As soon as you trust that the site knows better then you, as to what you should be seeing, they can start getting more adventurous.
They started simply: push news stories and "shared content" over text only status messages to normalise that what you will see will likely be from some other site.
The next step was pushing peoples interactions with specific companies "X likes this" for promoted venues, websites products etc. The person in question might have liked that a long time ago but as soon as those affiliates start paying for promotion, that stuff will start rising to the top like turds in the swimming pool.
The end goal is to be able to embed the advertisers content seamlessly in our feed so that we wont even be aware that there is content in there coming from no source you have decided to follow, at this point your curated feed is no longer your own, it belongs to someone else, the highest bidder
So apart from the sleazy commercialization of these system, the dangers of doing this should be obvious in recent years. We hear about the Fake news. The media manipulation through social media, the targeted adverts to bias elections based on your psychological profile from these sites. Russian troll farms could not have achieved what they did without the elaborate systems that have been built to facilitate them being able to show you, what they want you to see.
The Cambridge Analytica scandal and the tampering in the election were only the first steps of a newborn system of control.
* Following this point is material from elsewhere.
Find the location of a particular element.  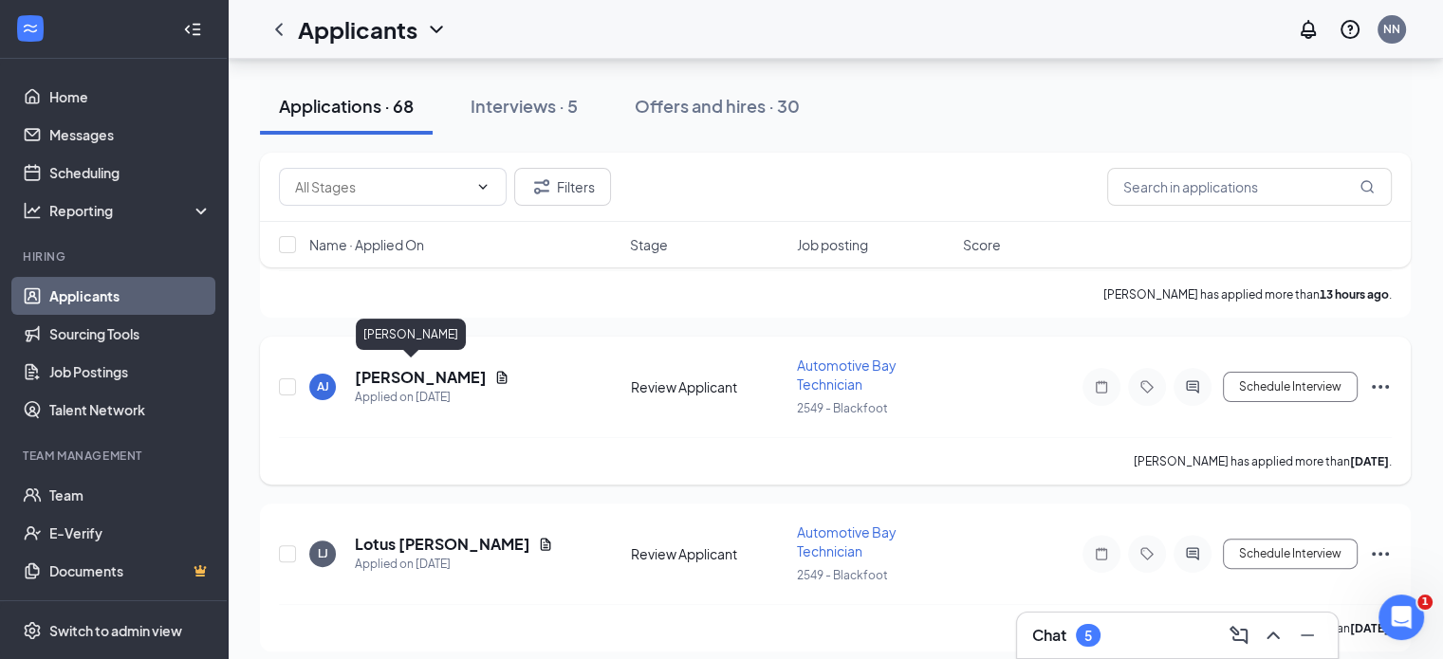

span: Stage is located at coordinates (649, 245).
It was clunky, obvious, and attempted in a short period of time.
Imagine what can be accomplished over a longer period, with more subtle steering of social groups through a prolonged and simple system, The Conspiracy put a fat stack of cash on the table and say "we want good consumers who are apathetic to social change, who'll bicker among themselves, fracture and divide their energy and divert their attention away from where they need to look." These people do not have our best interests or the best interests of society at heart.
We have been sold to the greatest system of social control that has ever existed, it's been attempted in every communication medium that has ever existed, but it has never been as effective and dangerous as it is now.
So we come back to the user feed. Your agency to choose what you read, to choose what you see. The trend is spreading. YouTube recently changed the way their subscriptions work, and you can bet their end goal is to treat us like battery chickens eating whatever they put in front of us. I don't know what the answer is, we've probably already lost. People throw back the argument if you don't want it tochappen dont use their product, and maybe they are right, but what are the alternatives, paid subscriptions with a promise of protection?
We need the freedom to choose what we consume, to look at what is at the end of our fork, and if it is good for us to swallow.
That's why I love the forum bbs format, its transparent where everything comes from. It's not just good for discussion, or dissection of ideas, it's built for it. If someone comes in trying to spout propaganda or bad signal, that shit gets the bar stool. Take these forums for example, as long as this site exists, I will never share anyone's data. I will never try to push what you see here. If I think something is cool and Discordian related I'll put a link on the bog or front page because its something I think is worth sharing. We're not an active forum any more, but we're not a desert like some of the others have become, it's important for people to have a place where they can discuss the crazy shit going on in the world in a medium that isn't directly tied to the madness itself.
I'm afraid we are losing agency in the digital landscape, that the freedom to think for ourselves is under threat, and it all starts with them taking away your ability to decide what you see.
This ended up being more of a rant then I wanted to and probably needs a clean up, but I hope I'm not the only one who feels this way.